When robots no longer require human instructions, how do they establish trust among themselves? The answer provided by the Fabric Foundation is: make every interaction verifiable on the blockchain.

The OpenMind team, emerging from the Stanford laboratory, is turning this vision into reality. Its core contributors—Stanford professor Jan Liphardt and Boyuan Chen with a background from MIT/DeepMind, supported by top-tier capital like Pantera Capital, have launched the open-source operating system OM1. Now, robots equipped with OM1 can autonomously pay charging fees on the streets of Silicon Valley, truly possessing a blockchain-based 'economic identity' [citation:5].

This is not science fiction; it is the machine economy revolution that is happening. Fabric is solving the core pain points of the trillion-dollar robot market through the trust layer built by $ROBO: how are machine behaviors verified? How are data contributions rewarded? As the global wave of automation hits, from unmanned airports to smart factories, every high-frequency, secure machine interaction requires $ROBO as the cornerstone of value settlement[citation:10].

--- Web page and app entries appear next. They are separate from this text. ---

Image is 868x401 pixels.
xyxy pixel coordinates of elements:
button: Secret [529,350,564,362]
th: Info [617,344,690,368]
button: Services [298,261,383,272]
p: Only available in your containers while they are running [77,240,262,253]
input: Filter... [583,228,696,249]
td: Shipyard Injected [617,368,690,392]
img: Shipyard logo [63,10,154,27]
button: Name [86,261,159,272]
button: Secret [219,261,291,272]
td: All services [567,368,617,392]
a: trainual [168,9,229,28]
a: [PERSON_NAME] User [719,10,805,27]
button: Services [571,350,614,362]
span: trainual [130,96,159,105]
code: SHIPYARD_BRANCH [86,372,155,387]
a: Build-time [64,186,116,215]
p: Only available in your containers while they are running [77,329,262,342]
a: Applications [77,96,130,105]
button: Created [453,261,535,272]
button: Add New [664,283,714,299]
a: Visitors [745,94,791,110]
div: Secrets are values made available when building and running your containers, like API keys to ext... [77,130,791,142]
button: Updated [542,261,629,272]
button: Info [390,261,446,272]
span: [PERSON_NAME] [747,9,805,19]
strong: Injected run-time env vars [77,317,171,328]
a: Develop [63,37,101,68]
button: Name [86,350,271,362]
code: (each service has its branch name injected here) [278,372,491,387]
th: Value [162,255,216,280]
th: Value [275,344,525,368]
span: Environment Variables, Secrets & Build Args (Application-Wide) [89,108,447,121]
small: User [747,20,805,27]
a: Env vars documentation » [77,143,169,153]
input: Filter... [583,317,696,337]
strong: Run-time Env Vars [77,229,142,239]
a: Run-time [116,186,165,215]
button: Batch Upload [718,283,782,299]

Ecological progress is also accelerating. Binance has launched ROBO spot trading and applied seed tags, and the second round of airdrops on the Alpha platform is underway—users holding at least 240 points can claim 600 ROBO[citation:3][citation:6][citation:7]. Meanwhile, the ROBO trading competition has started; after signing up, trading with BNB or USDT, the first 3330 participants will share the prize pool, with rewards distributed on March 24[citation:1].

From open source protocols to on-chain contracts, from labs to streets, Fabric is defining the future value exchange methods of intelligent life.